We present Evergreen, a system that recasts claim verification as a semantic query processing task with tailored optimizations and provenance capture. Evergreen compiles each claim into a declarative semantic verification query and executes it on the same engine that produced the aggregate. To reduce cost and latency, Evergreen avoids unnecessary LLM calls through verification-aware optimizations (early stopping, relevance sorting, and estimation with confidence sequences) and general-purpose optimizations for semantic queries (operator fusion, similarity filtering, and prompt caching). Each verdict is accompanied by citations that identify a minimal set of tuples justifying the result, with semantics based on semiring provenance for first-order logic.

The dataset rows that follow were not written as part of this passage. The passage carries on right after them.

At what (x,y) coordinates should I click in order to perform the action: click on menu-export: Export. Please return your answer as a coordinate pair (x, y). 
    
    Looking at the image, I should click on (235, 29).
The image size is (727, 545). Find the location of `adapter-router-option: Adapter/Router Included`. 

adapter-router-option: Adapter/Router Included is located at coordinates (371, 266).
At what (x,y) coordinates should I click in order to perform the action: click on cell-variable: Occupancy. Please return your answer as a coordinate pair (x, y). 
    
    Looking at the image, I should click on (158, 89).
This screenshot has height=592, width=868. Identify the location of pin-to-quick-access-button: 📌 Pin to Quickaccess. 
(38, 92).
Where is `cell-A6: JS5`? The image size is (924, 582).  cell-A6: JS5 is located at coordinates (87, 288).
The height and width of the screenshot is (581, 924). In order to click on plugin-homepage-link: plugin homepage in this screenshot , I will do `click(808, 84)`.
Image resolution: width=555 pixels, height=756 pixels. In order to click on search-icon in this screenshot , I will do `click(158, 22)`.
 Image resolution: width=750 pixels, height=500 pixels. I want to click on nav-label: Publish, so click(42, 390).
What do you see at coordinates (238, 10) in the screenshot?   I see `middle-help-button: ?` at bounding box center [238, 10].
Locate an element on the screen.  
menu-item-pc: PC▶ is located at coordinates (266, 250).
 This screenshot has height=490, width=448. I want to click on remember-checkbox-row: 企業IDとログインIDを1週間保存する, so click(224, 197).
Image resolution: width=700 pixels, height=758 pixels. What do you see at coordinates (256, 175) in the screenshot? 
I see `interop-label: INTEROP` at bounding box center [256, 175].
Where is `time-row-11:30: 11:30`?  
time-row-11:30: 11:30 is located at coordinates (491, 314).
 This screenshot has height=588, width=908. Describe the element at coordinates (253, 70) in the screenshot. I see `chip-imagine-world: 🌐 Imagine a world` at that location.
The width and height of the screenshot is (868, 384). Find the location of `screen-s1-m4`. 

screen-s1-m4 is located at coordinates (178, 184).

On a benchmark of real-world restaurant review datasets reflecting production-inspired workloads, Evergreen achieves excellent verification quality (F1 = 1.00) with a strong LLM while reducing cost by 3.2x and latency by 4.0x compared to unoptimized verification. Even with a significantly weaker LLM, Evergreen outperforms a strong LLM-as-a-judge baseline in F1 at 48x lower cost and 2.3x lower latency. Relative to a retrieval-augmented agent, Evergreen compares favorably in F1 and latency with similar cost when both use a strong LLM; yet, with a much weaker LLM, it achieves the same F1 at 63x lower cost and 4.2x lower latency.